Renu Mukherjee “Percent Plans” Undermine Meritocracy in Higher Education They function as a form of indirect affirmative action.

https://www.city-journal.org/article/state-percent-plans-college-admissions-race-affirmative-action

In her 2024 State of the State address, Governor Kathy Hochul announced the “Top 10% Promise.” The policy guarantees New York high school seniors ranked in the top 10 percent of their class direct admission to the State University of New York system.

The initiative, introduced in response to the Supreme Court’s 2023 ban on affirmative action in college admissions, is hardly novel. Since 1996, several states have adopted similar “percent plans”—policies that grant automatic admission to public universities based on class rank rather than test scores—in response to bans on racial preferences. But as I show in a new Manhattan Institute issue brief, these plans often fall short, both in advancing racial diversity and in boosting academic outcomes for the students they aim to help.

Consider Texas, which pioneered the “percent plan” model. In 1992, a white woman named Cheryl Hopwood was denied admission to the University of Texas School of Law. At the time, the school based admissions primarily on the “Texas Index,” a composite score combining undergraduate GPA and LSAT results. That year, black and Hispanic applicants needed a TI of at least 189 for admission, while white and “non-preferred minority” applicants needed a minimum score of 199. Hopwood, who earned a TI of 199, sued the law school for racial discrimination.

The United States District Court for the Western District of Texas heard the case and sided with the law school. But Hopwood appealed, and in 1996, the Fifth Circuit Court of Appeals reversed the district court’s decision. “The law school presented no compelling justification, under the Fourteenth Amendment or Supreme Court precedent, that allows it to continue to elevate some races over others,” it held. At the time, the Fifth Circuit’s ruling was binding, and it invalidated the use of affirmative action in Texas’s public universities.

Texas Democrats feared that, without racial preferences, the number of black and Hispanic students enrolled in the state university system would plummet. So, led by state representative Irma Rangel, they proposed a supposedly race-neutral alternative to affirmative action: the “Top 10% Plan.” Rangel’s plan guaranteed all Texas seniors ranked in the top 10 percent of their high school class direct admission to the state university of their choice, regardless of race or ethnicity. For this reason, Democratic lawmakers understood the policy to be an alternative to affirmative action.

Then–Governor George W. Bush signed the measure into law in 1997 with bipartisan support. Texas Republicans endorsed the bill in part because, as political scientist Cyril Ghosh noted, percent plans are “strongly in conformity with the ideology of the American Dream. They appear solidly meritocratic and avoid preferential treatment of any kind, whether they are racial preferences or legacies.”

While Texas’s percent plan has received much praise, my issue brief offers reasons for skepticism.

First, despite claims to the contrary, Texas’s top 10 percent plan is not truly race-neutral. By guaranteeing automatic admission to the top decile of graduates from every high school, the policy allows lawmakers to use existing patterns of residential and school segregation to pursue demographic goals. Since many high schools are overwhelmingly composed of a single racial or ethnic group, granting top students from those schools admission to the state university system effectively functions as a form of indirect affirmative action—achieving racial diversity without explicitly using race as a criterion.

Further, students admitted under the measure didn’t outperform their college peers as decisively as one might expect. In the early years after the law’s passage, plan enrollees did post higher freshman-year GPAs, on average, than non-enrollees. But by 2008, the gap between the two groups’ average freshman GPAs had almost disappeared. That’s notable, as many proponents of the plan, including former UT Austin president Larry Faulkner, have argued that top 10 percent enrollees outperform those not admitted through the program.

The larger concern with Texas’s plan is that it relies, as do similar policies in other states, on high school class rank rather than standardized test scores. But decades of research show that SAT scores are a stronger predictor of college performance than GPA alone. Percent plans, in other words, may sacrifice academic rigor for perceived fairness—without delivering clear gains in either.

An academic preprint circulated by the National Bureau of Economic Research earlier this month underscores the point. Analyzing admissions data and academic records from several “Ivy-Plus” institutions between 2017 and 2023, the authors found that, even when controlling for race, ethnicity, and socioeconomic background, students with perfect SAT or ACT scores earned first-year college GPAs that were 11 percent higher, on average, than those of students scoring in the 75th percentile nationally. By contrast, a comparable gap in high school GPA predicted a difference in first-year college GPA of less than 0.1. In short, high school grades were barely predictive—especially when compared with standardized test scores.

Policymakers who care about academic achievement should consider percent plans an unserious solution. They should also acknowledge that such schemes likely violate the Trump administration’s recent Dear Colleague letter, which bars universities from using “non-racial information as a proxy for race.” Instead of following in New York and Texas’s footsteps, other states should ensure that their public universities admit only the most qualified applicants.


Your objective> Report every line of the listing below in which the string "panel" occurs.

Records for this exercise>
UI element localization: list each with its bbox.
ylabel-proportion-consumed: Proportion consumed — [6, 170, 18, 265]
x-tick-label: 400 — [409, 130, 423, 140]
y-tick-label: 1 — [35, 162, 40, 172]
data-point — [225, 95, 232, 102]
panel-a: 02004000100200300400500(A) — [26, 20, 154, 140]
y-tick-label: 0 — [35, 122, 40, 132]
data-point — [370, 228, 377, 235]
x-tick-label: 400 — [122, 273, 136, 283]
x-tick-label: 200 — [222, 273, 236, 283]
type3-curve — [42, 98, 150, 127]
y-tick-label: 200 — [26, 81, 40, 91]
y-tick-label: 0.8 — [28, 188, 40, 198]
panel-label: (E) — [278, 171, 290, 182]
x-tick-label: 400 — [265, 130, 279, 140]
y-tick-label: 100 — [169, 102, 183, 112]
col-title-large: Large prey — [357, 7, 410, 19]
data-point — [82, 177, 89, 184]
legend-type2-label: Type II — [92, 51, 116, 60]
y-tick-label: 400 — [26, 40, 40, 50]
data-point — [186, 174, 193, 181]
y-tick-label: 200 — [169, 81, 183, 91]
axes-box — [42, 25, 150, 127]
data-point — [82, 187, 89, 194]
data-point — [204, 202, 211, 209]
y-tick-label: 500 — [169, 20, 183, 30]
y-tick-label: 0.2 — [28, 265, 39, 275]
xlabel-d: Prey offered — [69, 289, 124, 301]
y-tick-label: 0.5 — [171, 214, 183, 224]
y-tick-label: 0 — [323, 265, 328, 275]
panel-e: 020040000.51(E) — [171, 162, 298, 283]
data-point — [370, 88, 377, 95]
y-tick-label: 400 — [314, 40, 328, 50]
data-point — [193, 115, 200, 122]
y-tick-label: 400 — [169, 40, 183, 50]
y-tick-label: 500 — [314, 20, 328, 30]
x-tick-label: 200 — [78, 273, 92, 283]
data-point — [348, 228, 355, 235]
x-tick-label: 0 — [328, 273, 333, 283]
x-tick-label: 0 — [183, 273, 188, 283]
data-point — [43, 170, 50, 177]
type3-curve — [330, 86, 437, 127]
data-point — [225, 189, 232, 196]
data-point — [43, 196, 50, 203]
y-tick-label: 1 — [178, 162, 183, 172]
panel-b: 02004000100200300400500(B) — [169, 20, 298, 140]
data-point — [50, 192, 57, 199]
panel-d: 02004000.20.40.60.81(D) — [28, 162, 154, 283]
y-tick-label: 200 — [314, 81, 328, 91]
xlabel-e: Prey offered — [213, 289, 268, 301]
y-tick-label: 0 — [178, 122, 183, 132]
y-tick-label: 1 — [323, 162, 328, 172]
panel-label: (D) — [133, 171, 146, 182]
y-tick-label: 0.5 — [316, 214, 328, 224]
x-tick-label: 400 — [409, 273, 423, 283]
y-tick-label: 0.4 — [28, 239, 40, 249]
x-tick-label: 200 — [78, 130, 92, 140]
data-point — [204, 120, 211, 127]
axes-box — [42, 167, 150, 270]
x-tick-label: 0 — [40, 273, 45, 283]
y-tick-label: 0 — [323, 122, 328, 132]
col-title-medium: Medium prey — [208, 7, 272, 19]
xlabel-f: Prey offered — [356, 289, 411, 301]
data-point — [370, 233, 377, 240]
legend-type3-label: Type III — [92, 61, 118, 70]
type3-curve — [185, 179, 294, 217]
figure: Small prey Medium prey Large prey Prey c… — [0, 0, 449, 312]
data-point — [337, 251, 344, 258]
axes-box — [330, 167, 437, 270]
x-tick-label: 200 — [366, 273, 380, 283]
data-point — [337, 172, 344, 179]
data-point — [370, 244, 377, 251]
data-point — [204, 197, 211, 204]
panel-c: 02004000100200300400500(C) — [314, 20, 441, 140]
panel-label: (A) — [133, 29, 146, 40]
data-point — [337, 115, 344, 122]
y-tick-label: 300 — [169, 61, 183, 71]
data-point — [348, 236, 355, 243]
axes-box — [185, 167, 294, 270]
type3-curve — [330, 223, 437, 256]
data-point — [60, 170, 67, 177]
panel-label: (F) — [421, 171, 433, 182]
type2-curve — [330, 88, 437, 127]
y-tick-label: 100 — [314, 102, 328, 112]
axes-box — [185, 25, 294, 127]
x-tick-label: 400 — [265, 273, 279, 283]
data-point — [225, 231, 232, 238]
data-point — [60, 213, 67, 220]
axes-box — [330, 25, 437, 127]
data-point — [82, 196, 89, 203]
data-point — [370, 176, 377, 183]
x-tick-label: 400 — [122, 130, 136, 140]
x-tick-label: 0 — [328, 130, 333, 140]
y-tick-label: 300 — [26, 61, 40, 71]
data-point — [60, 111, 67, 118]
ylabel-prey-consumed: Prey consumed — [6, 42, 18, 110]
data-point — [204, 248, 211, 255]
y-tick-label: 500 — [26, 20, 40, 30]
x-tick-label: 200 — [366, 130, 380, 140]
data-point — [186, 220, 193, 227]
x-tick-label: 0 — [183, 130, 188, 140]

Output of the task>
panel-a: 02004000100200300400500(A) — [26, 20, 154, 140]
panel-label: (E) — [278, 171, 290, 182]
panel-e: 020040000.51(E) — [171, 162, 298, 283]
panel-b: 02004000100200300400500(B) — [169, 20, 298, 140]
panel-d: 02004000.20.40.60.81(D) — [28, 162, 154, 283]
panel-label: (D) — [133, 171, 146, 182]
panel-c: 02004000100200300400500(C) — [314, 20, 441, 140]
panel-label: (A) — [133, 29, 146, 40]
panel-label: (F) — [421, 171, 433, 182]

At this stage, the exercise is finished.